Firstly, the success of Yale-NUS as a community of learning and USP as a transformative learning environment rests on the academic freedom we currently enjoy. The success of the community rested on the freedom to have difficult and uncomfortable conversations, experiment with new and unorthodox solutions, and immerse ourselves in the world beyond the classroom. The New College must guarantee that its students and faculty will continue to enjoy this freedom to inquire, investigate and innovate. Without this freedom, any promise of critical thinking or engaged learning at the New College would ring hollow. 

Second, one of the key contributions of Yale-NUS and USP to both NUS and larger Singapore is the revitalization of active student engagement with the social problems confronting our college communities and beyond. USP was the first university program in Singapore to publish a set of guidelines on sexual respect in the college in consultation with its gender equality student interest group, Gender Collective. 

A few years later, Yale-NUS introduced gender-neutral housing on the NUS campus for the first time after the inaugural batch of students, led by the College’s gender and sexuality alliance, The G Spot, campaigned to ensure that their trans and non-binary classmates could feel at home in our community. Together, The G Spot and Gender Collective were two of the five founding member groups of the Inter-University LGBT Network, which has since supported students in other institutions of higher learning to set up their own support networks. 

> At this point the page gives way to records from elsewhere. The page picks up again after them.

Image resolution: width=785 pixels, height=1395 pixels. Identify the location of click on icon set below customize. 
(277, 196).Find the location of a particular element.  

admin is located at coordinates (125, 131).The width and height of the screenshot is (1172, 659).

I have focused on LGBTQ+ inclusion because I am most familiar with the progress we have achieved over the years, but there is also the Singapore Climate Rally, the Fossil Free campaign, the Community for Advocacy & Political Education, and the student organizing that took place in response to the 2016 sexualized orientation games controversy and the 2019 Monica Baey saga

The New College must ensure that existing student groups at both Yale-NUS and USP will be able to continue to operate, particularly those that the NUS administration and the Singapore state might find troublesome or thorny. These student groups are an essential feature of our colleges and their absence will severely limit the nature and quality of education that students in the New College will receive.  

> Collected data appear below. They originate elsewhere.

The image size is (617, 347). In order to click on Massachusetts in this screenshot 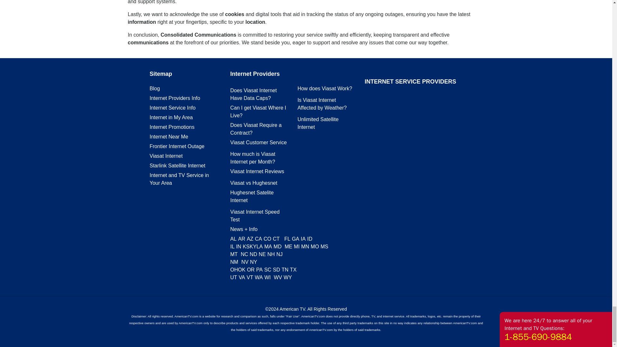, I will do `click(268, 247)`.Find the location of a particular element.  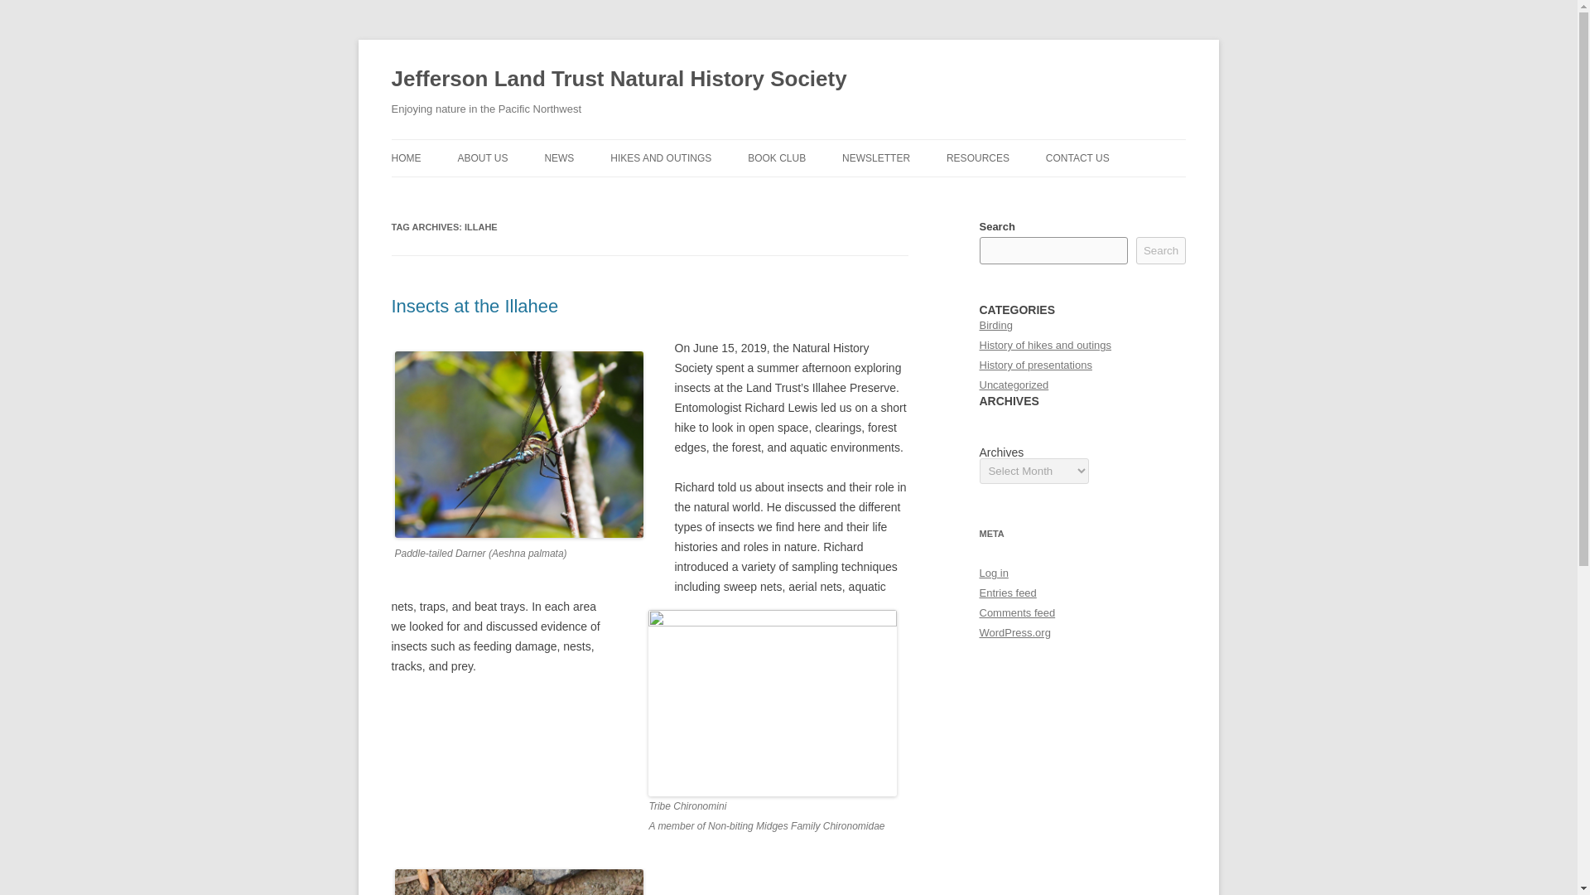

Comments feed is located at coordinates (1017, 613).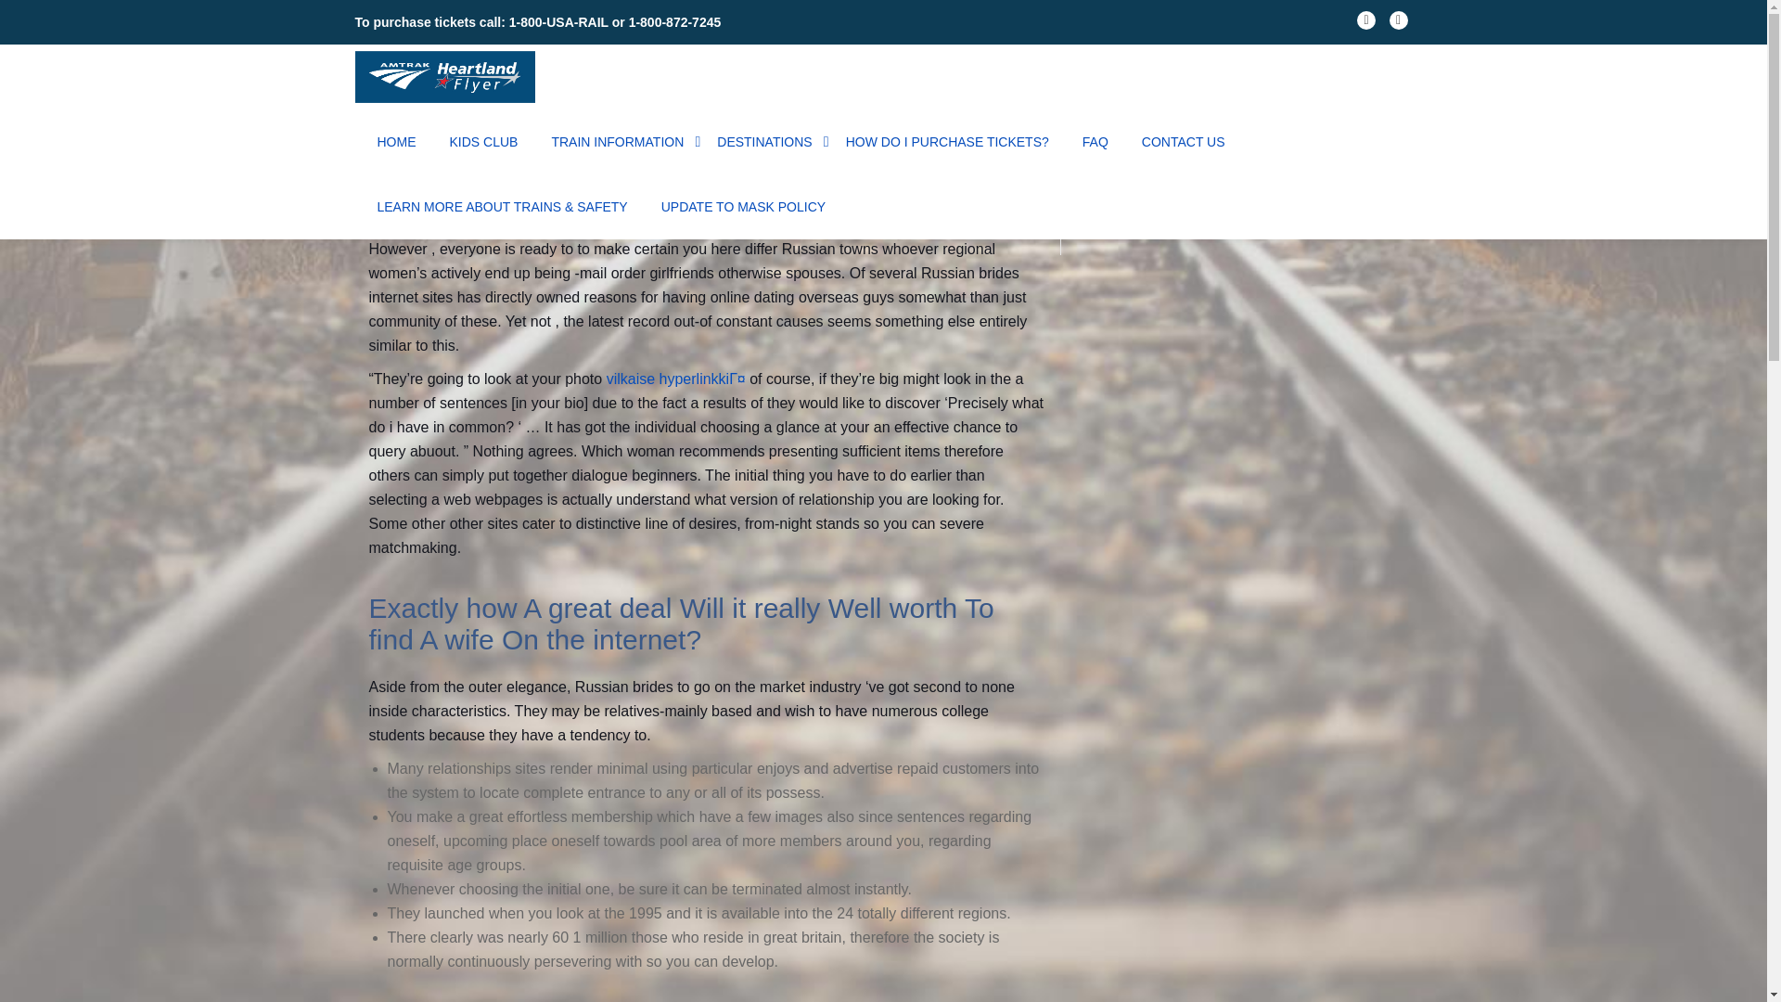  What do you see at coordinates (1399, 24) in the screenshot?
I see `fa-twitter` at bounding box center [1399, 24].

Finally, the New College must enshrine our colleges’ policies on diversity and anti-discrimination, mental health, sexual misconduct, and survivor support. These policies are an outcome of the years of advocacy, engagement, consultation, and experimentation by students, staff, and faculty at both Yale-NUS and USP. Students of all identities, backgrounds, and beliefs must be able to feel safe and supported at the New College to pursue their interests and achieve their potential. In addition, the New College must commit to working closely with its students, just as students at Yale-NUS and USP did with their respective administrations, in improving these policies and implementing new policies. Students and faculty must be viewed as partners in the college-building process, not passive consumers or employees. 

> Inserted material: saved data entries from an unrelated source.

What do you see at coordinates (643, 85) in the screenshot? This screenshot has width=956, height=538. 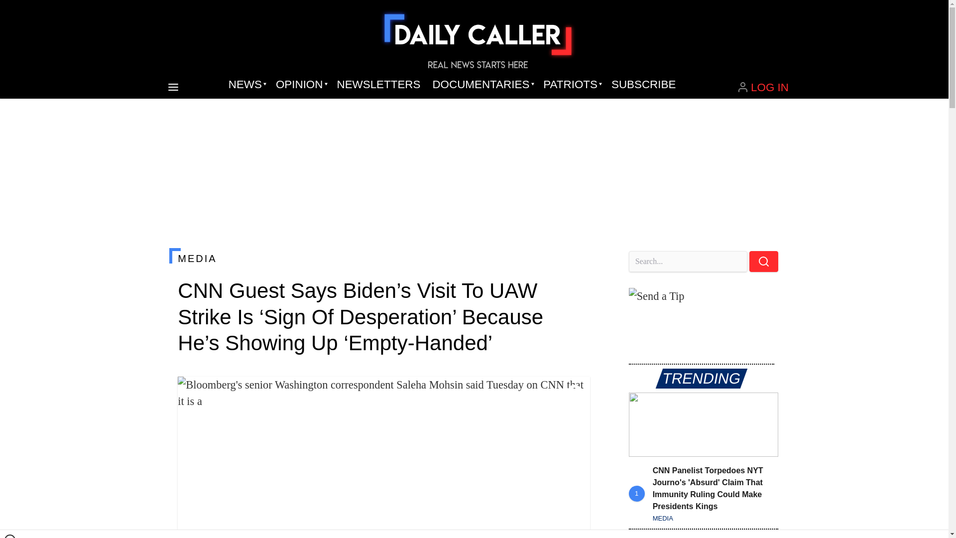 I see `SUBSCRIBE` at bounding box center [643, 85].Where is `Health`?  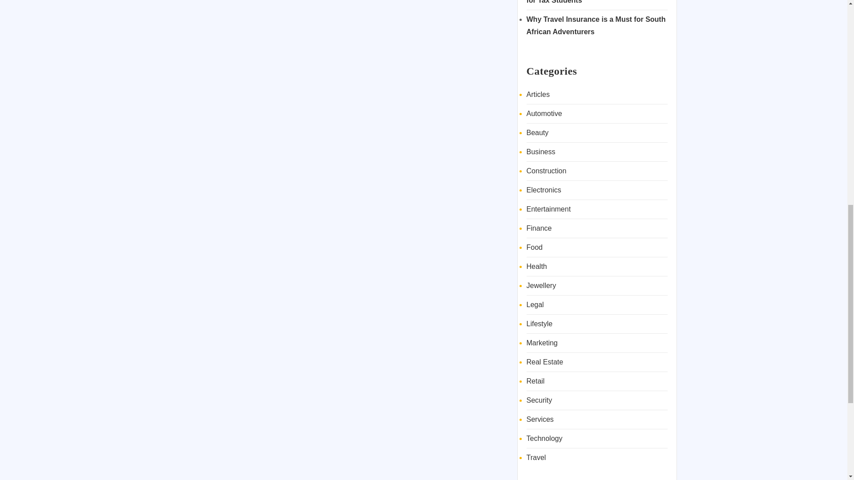 Health is located at coordinates (537, 266). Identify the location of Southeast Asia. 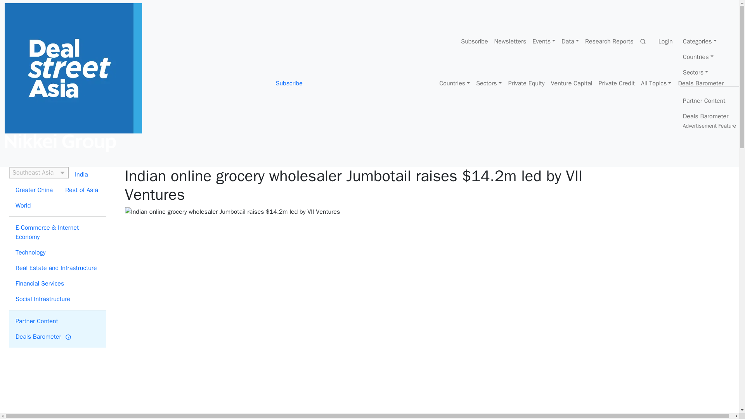
(39, 172).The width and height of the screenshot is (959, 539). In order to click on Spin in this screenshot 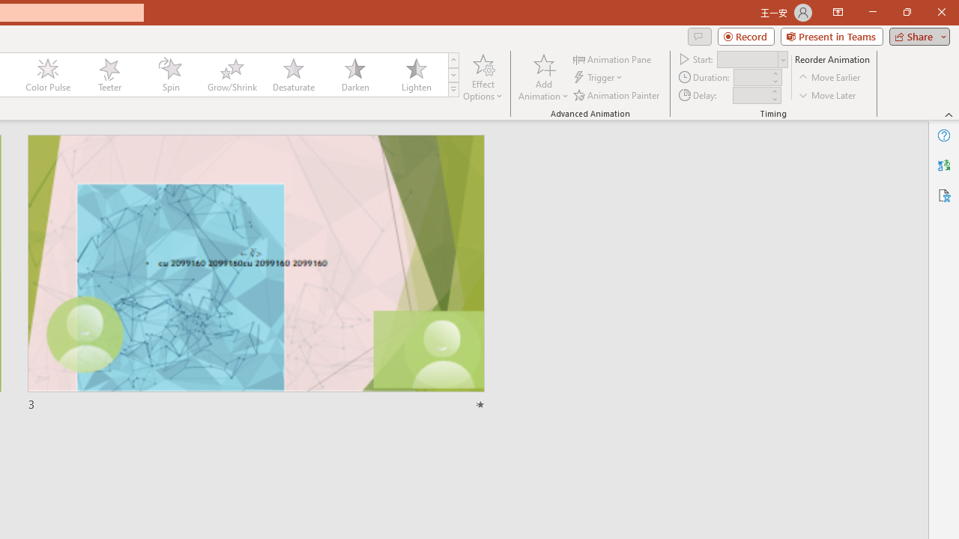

If these three essential features are guaranteed, I believe that the New College will have the chance to be our institutions’ joint reincarnation. Holding on to this hope, I feel excited by the opportunity for our college communities to be a part of the next chapter of Singapore’s story of higher education. All is not lost; it all depends on what we do next in the coming weeks, months, and years. The New College can still be our ghee, both Yale-NUS and USP’s.

Daryl Yang ’19 graduated in 2019 from the Double Degree Program in Law jointly offered by Yale-NUS College and the NUS Faculty of Law. He is currently a Fulbright scholar pursuing his LLM at Berkeley Law School. While at Yale-NUS, Daryl served as President of The G Spot and co-founded the Inter-University LGBT Network and the Community for Advocacy & Political Education (CAPE).